Then everything went black.

#

Brad awoke still in the back of the limousine. His head hurt, and his mouth was dry. He found a note pinned to his lapel.

“Make yourself at home. Feel free to look around. I will be with you shortly.”

Brad eased his six-foot-three-inch frame out of the limo. He was in what appeared to be the entry port to a large complex. There was a large cargo entrance behind him and a man door in front of him. He looked for the mechanism that would open the back cargo bay door. He found a keypad with numbers on it. He punched in 1234. Nothing happened. He tried the man door. It opened to a long corridor ending at a cargo elevator with only a down button. He pushed it. The elevator doors opened with a loud clang.

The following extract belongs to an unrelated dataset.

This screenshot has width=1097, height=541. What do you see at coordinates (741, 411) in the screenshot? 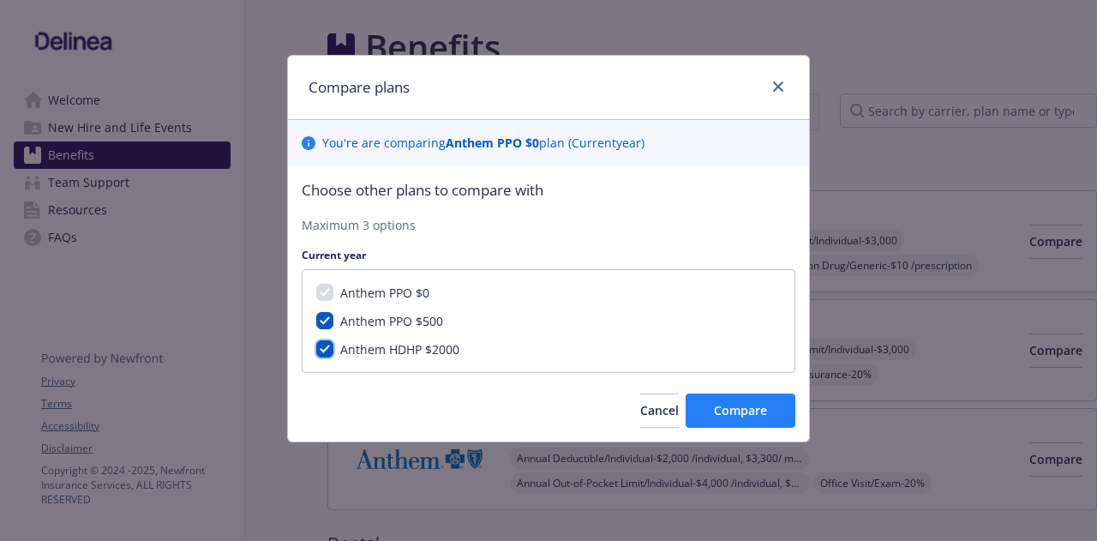
I see `button: Compare` at bounding box center [741, 411].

The ride down was a good few minutes.

The door opened to an old man in an older company uniform.

“Do I know you?” said Brad.

“You don’t remember me? A pity, but typical. She died, you know. Three years after you fired me. She drank herself to death, and I got to watch that, unable to intervene, to help. You see, I had issues of my own. Depression, anxiety and a brand new panic disorder. And all that without resources. The bankruptcy – we lived in my van for a while, and the thought of being homeless – again – drove her off the deep end.”

“Who are you talking about?”

“Tammy, my – partner.”

“Look, people lose their jobs all the time. They move on. That’s life.”

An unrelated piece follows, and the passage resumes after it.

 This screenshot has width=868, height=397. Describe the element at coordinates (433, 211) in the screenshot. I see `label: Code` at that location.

“I suppose it is. I was hoping that you would remember me. Apologize, – feel something. I would have made your death quicker. But you didn’t. Choices have been made all around.”

Jack succumbed to a severe coughing fit that lasted for several minutes. He waved off Brad’s offer to help.

“There is nothing you can do,” he said when it finally passed. “Anyway, feel free to look around. You will find plenty of food and water. I wish I could stay and see the moment when you realize your situation. When hope leaves your body. When despair is all that is left. Poetic justice. But I don’t have a lot of time, so I will leave you to your fate.”

Jack walked down a long hallway and disappeared through a door. Brad, having little other choice, followed. They found themselves in a large cafeteria. The walls were lined with confection machines loaded with snacks of all kinds. Jack chose a ginger ale from one machine.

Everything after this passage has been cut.